To wipe away all these complications, all these confusions, all these manipulations from our mental maps of the world and its inhabitants requires an act of philosophy. It requires that we truly start from a blank page, with the innocence and ignorance of an infant, assuming that nothing is true, but that truth is possible. We must wilfully forget all we have learned – and especially all we have been taught – and view our existing histories, cultures, societies and beliefs as mere tangled rubble and undergrowth that need to be cleared away completely before we can start digging the foundations of a true and permanent home.

When you are walking and someone gives you bad directions, sending you in the wrong direction for hours, you get angry when you realize you’ve been misled. You did not start lost – you were made lost.

 

So it is with truth.

Bad ideas often lead to bad actions – and bad actions create the need for compounding lies to cover them up. Without philosophy, power and the resulting entropy reign supreme in the human mind and heart, and cultures continually fall away from reason, virtue and happiness.

 

Philosophy and Conformity

When we are children, rules continually come flying at us like a swarm of locusts, seemingly without end. We do not need philosophy in order to conform to the expectations of others – particularly if they hold power over us; that comes naturally. If virtue is obedience, our path to goodness is simple – find the authority figure with the most power to harm or reward us, and then merely conform to whatever that authority figure desires.

However, this choice rarely manifests so starkly.

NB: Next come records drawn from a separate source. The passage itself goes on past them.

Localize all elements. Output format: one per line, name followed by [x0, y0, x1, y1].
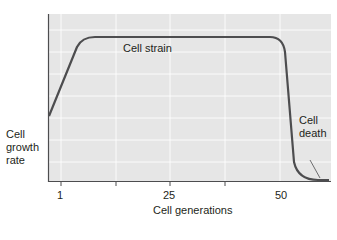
x-tick-label-25: 25 — [163, 189, 175, 202]
x-ticks — [61, 182, 225, 186]
annotation-cell-death: Cell death — [299, 114, 327, 140]
x-tick-label-1: 1 — [57, 189, 63, 202]
y-axis-label: Cell growth rate — [6, 128, 39, 167]
x-axis-label: Cell generations — [153, 204, 233, 217]
annotation-cell-strain: Cell strain — [123, 42, 172, 55]
x-tick-label-50: 50 — [275, 189, 287, 202]
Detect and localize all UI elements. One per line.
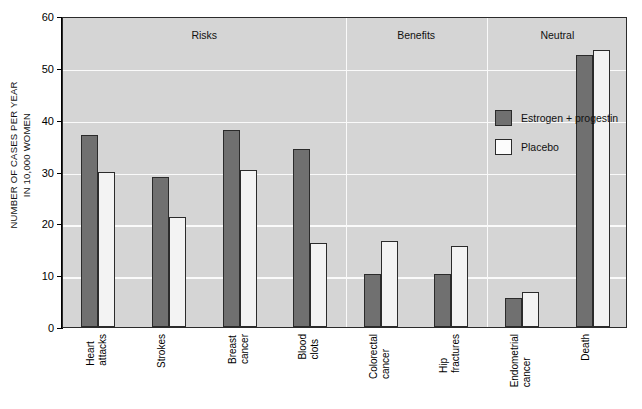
legend: Estrogen + progestin Placebo <box>495 110 618 168</box>
bar <box>169 217 186 327</box>
x-axis-category-label: Blood clots <box>297 334 321 360</box>
y-tick-label: 20 <box>28 218 54 230</box>
y-tick-label: 40 <box>28 115 54 127</box>
x-axis-category-label: Death <box>580 334 592 361</box>
bar <box>240 170 257 327</box>
legend-label-placebo: Placebo <box>521 141 559 153</box>
x-axis-category-label: Heart attacks <box>85 334 109 366</box>
gridline <box>63 277 626 279</box>
bar <box>81 135 98 327</box>
legend-swatch-treatment <box>495 110 512 126</box>
gridline <box>63 70 626 72</box>
bar-chart: NUMBER OF CASES PER YEAR IN 10,000 WOMEN… <box>0 0 642 409</box>
x-axis-category-label: Endometrial cancer <box>509 334 533 387</box>
bar <box>152 177 169 327</box>
bar <box>434 274 451 327</box>
bar <box>451 246 468 327</box>
bar <box>98 172 115 328</box>
legend-label-treatment: Estrogen + progestin <box>521 112 618 124</box>
x-axis-category-label: Strokes <box>156 334 168 368</box>
bar <box>293 149 310 327</box>
y-tick-label: 60 <box>28 11 54 23</box>
y-tick-label: 30 <box>28 167 54 179</box>
plot-area: RisksBenefitsNeutral Estrogen + progesti… <box>62 17 627 328</box>
section-divider <box>487 18 489 327</box>
bar <box>522 292 539 327</box>
y-tick-label: 50 <box>28 63 54 75</box>
y-tick-label: 0 <box>28 322 54 334</box>
x-axis-category-label: Colorectal cancer <box>368 334 392 379</box>
section-header: Benefits <box>397 29 435 41</box>
gridline <box>63 174 626 176</box>
y-tick-label: 10 <box>28 270 54 282</box>
section-divider <box>346 18 348 327</box>
bar <box>310 243 327 327</box>
x-axis-category-label: Hip fractures <box>438 334 462 373</box>
section-header: Risks <box>191 29 217 41</box>
bar <box>223 130 240 327</box>
bar <box>505 298 522 327</box>
x-axis-category-label: Breast cancer <box>227 334 251 364</box>
bar <box>576 55 593 327</box>
legend-item-treatment: Estrogen + progestin <box>495 110 618 126</box>
legend-item-placebo: Placebo <box>495 139 618 155</box>
bar <box>381 241 398 327</box>
gridline <box>63 225 626 227</box>
bar <box>364 274 381 327</box>
legend-swatch-placebo <box>495 139 512 155</box>
section-header: Neutral <box>540 29 574 41</box>
bar <box>593 50 610 327</box>
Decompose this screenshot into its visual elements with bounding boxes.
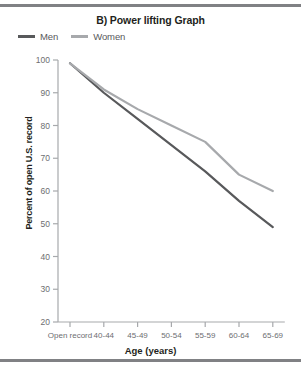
- line-chart: 2030405060708090100Open record40-4445-49…: [0, 0, 301, 367]
- x-tick-label: 40-44: [94, 331, 115, 340]
- y-tick-label: 20: [41, 317, 51, 327]
- y-axis-label: Percent of open U.S. record: [24, 88, 34, 258]
- y-tick-label: 50: [41, 219, 51, 229]
- x-tick-label: 65-69: [263, 331, 284, 340]
- y-tick-label: 90: [41, 88, 51, 98]
- series-line-women: [70, 63, 273, 191]
- bottom-divider: [0, 359, 301, 362]
- y-tick-label: 40: [41, 252, 51, 262]
- y-tick-label: 30: [41, 284, 51, 294]
- x-tick-label: Open record: [48, 331, 92, 340]
- y-tick-label: 60: [41, 186, 51, 196]
- x-tick-label: 55-59: [195, 331, 216, 340]
- x-tick-label: 45-49: [127, 331, 148, 340]
- y-tick-label: 80: [41, 121, 51, 131]
- y-tick-label: 100: [36, 55, 50, 65]
- x-axis-label: Age (years): [0, 345, 301, 356]
- plot-area: 2030405060708090100Open record40-4445-49…: [0, 0, 301, 367]
- x-tick-label: 60-64: [229, 331, 250, 340]
- y-tick-label: 70: [41, 153, 51, 163]
- x-tick-label: 50-54: [161, 331, 182, 340]
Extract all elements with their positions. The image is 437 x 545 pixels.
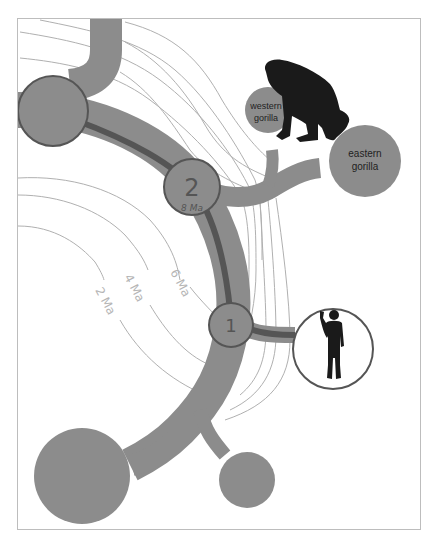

Authority figures do not like to present themselves as mere agents of physical strength, for the simple reason that they inevitably weaken with age.

A parent has an advantage of near-infinite size and power over the child – but as the child grows, the parent weakens. If physical size and strength alone determine who wins, the parent who dominates his child later ends up dominated by his adult child.

Concepts of “gods” and “virtues” were originally summoned to infuse authority figures with credibility over and above mere physical presence. A king is merely a man who can be easily slaughtered in his sleep, as Macbeth showed. However, if the king is infused with the divine right of monarchy, and is placed by an all-loving and all-powerful God to rule over a sinful mankind, then opposition to the king is opposition to God. You may kill the king, who can then no longer do you any more harm – but God will get the king’s revenge by robbing you of sleep and sending you to hell forever. Moral concepts were generally invented – or they evolved – to hide the aging mortality of merely empirical power relationships. “You are not obeying me,” says the king. “You are obeying God, who placed me to rule over you.”

You must obey the king, because he represents God. But the king himself does not have to obey God, because the king prays for instructions from God. And whatever the king does is informed by that mysterious and unverifiable interaction.

The chieftain represents the elders, or the world spirits, or the ghosts of champions. Such representation infuses him with an authority that transcends his mere mortal and physical presence. Totalitarianism is a dungeon patrolled by ghosts, however; banish those ghosts, and the dungeon breaks wide open.

It is impossible to avoid philosophy, even if one only wishes to pursue conformity to authority. What constitutes authority? Why and when is authority valid? How should we respond to an authority that contradicts itself, or acts against the moral values it imposes on its subjects?

We can say that no irrational abstractions can legitimize authority – that authority is merely the power to punish and reward, usually through force. We can say to ourselves that we have no respect for our teachers, for example, but we recognize their ability to pass or fail us. We can say to ourselves that we have no respect for tyrannical laws, but we recognize the judge’s ability to punish us. This perspective may trigger conformity to rules, but we will not internalize those rules as ideal standards. Ruling us profitably will be impossible, since we refuse to rule ourselves, and we are eager to break whatever fake rules we safely can.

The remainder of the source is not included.